Yesterday was a really long day. I started by needing to go out and buy medicines - I hadn’t noticed that I was running low till Saturday. I was a bit scared to go out since my neighbour told me that the cops were out near the police station beating passersby with a lathi. I asked my pharmacist and he told me not to worry - he was open the whole day and buying medicines was a legitimate reason to be out. I also keep forgetting that now that I have stopped colouring my hair, I look like a harmless old woman - not a likely rebel out for kicks. Appearances are definitely misleading! I took all the inner roads - I have never been beaten with a lathi and I think I can live my life without that experience.
I broke all the rules about seclusion yesterday. When I was at the pharmacist, I got a message from a friend asking if I had enough food stocked up. As her house was on the way back, I dropped in for ten minutes, sat about 6 feet from her and chatted for a bit. Then I stopped at another friend’s place. She had added on a couple of scamsters as her Facebook friends and they had sent me a friend request. I had called her on the phone to explain why she should unfriend them, but I realised that this needs to be done in person. Of course, she is smart enough not to get scammed by them, but there were others who had agreed to the friend request merely because it came from her friend. I told her the story of another friend who had almost been cheated of a fair amount of money a couple of years back by a similar scamster. After a refreshing glass of kokum juice, I went home.
Afternoon siesta happened in bits and pieces. I guess this is anxiety. I couldn’t sleep even though it was hot outside and I had the AC on. In the evening I went for a walk - met another friend who has a broken shoulder. Again I sat far away from her, checked in that she was fine and went home.
I had promised to visit a couple of friends who look after many abandoned animals and also run a catering business. I needed to return their dabbas and also talk to them about how to raise funds to stock up on cat food. At least, that is how I justified the trip. It takes me ten minutes to drive the 5 km to their house. For half the distance, everything was shut. Then in Ecoxim, all the grocery shops are open, the temple is open and life is normal. It was a relief to see the bustle while of course, the rational side of me wondered at their foolhardiness.
After dinner I got home and I absolutely could not sleep. Was it the coffee that I had had in the evening or was it anxiety? I listened to new meditations on Insight Timer. Very calming and helpful - basically reminding me to breathe. I realised then that I had been taking very shallow breaths for much of the day. And I was very stupid to go visit so many people, however good my reasons were. No more of this. Evening walks yes - but it is enough to smile at people from a distance. No need to go to their houses.
As I lay there, trying to breathe deeply, I could hear the sound of some animal walking on the tin roof of the shed next to my room. A cat? A civet cat? Monitor lizard? Or just maybe the leopard that is supposed to live nearby? With all this quiet, maybe they were beginning to come out? From there it is but a step to going through all possible apocalypse scenarios - one of the perils of reading AND having a vivid imagination!
Thankfully I seem to have fallen asleep during those ruminations and woke up to a sound I couldn’t quite place. The sound of the fan is so loud and this noise is just behind it. Was it thunder? Or planes taking off? Fighter jets bombarding us and wiping us out before the virus does… And I slept on.
A cloudy sky when I woke up - so it was probably thunder. Or my imagination. Breathe. Deeply.
1 comment:
Obviously you love people, in spite of all your assertions to the contrary!!
Well written account of an ordinary day in extraordinary times.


- _ASSIGNMENT_: Please set down exactly the lines of the listing below from the line containing "Image resolution: width=813" through the line containing "The height and", both lines included, leaving out all other lines.

- _THE DATA_:
========================================

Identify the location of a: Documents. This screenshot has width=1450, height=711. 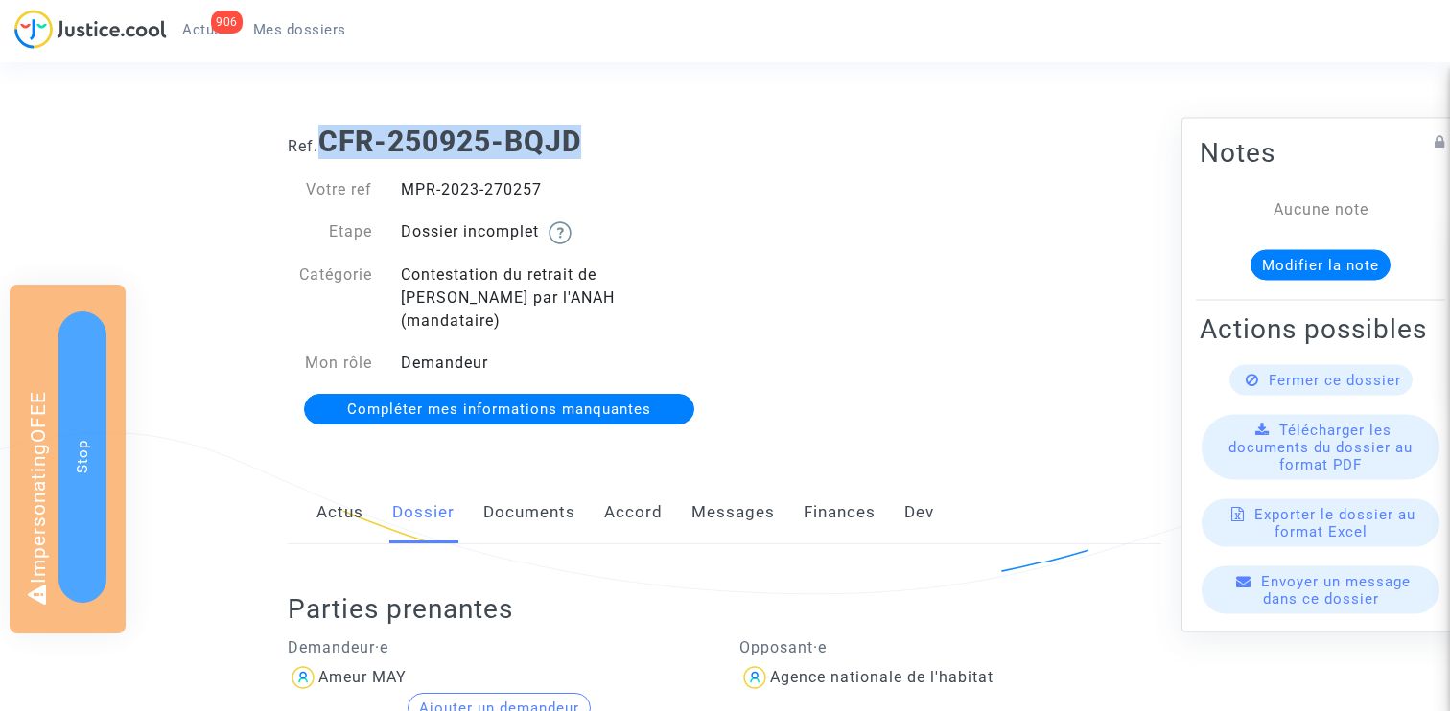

========================================

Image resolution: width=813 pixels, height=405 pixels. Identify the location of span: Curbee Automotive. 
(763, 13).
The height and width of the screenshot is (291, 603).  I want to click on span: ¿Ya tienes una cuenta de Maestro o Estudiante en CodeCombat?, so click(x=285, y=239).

========================================

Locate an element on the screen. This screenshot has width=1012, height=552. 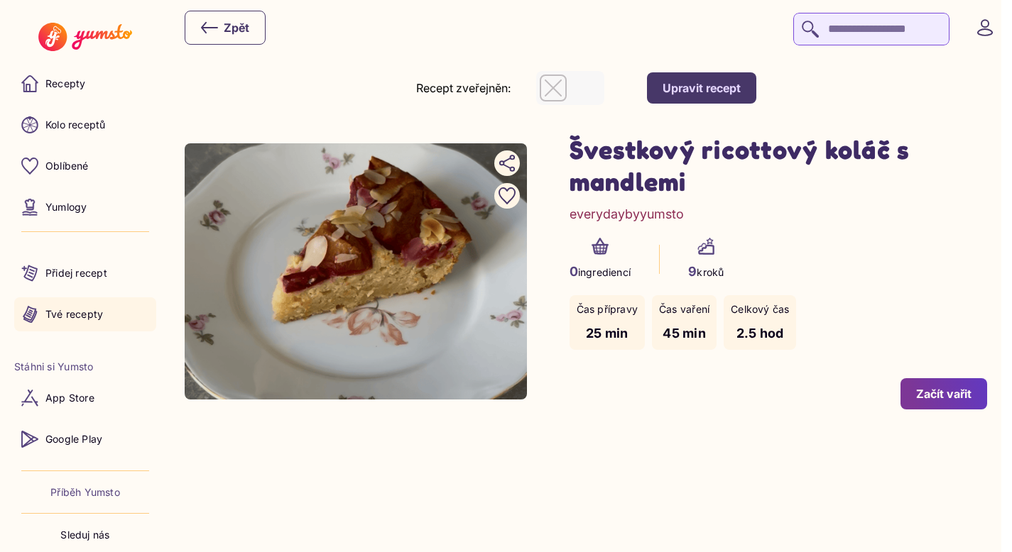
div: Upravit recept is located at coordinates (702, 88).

========================================

- _SOLUTION_:
Image resolution: width=813 pixels, height=405 pixels. Identify the location of span: Curbee Automotive. 
(763, 13).
The height and width of the screenshot is (291, 603).  I want to click on span: ¿Ya tienes una cuenta de Maestro o Estudiante en CodeCombat?, so click(x=285, y=239).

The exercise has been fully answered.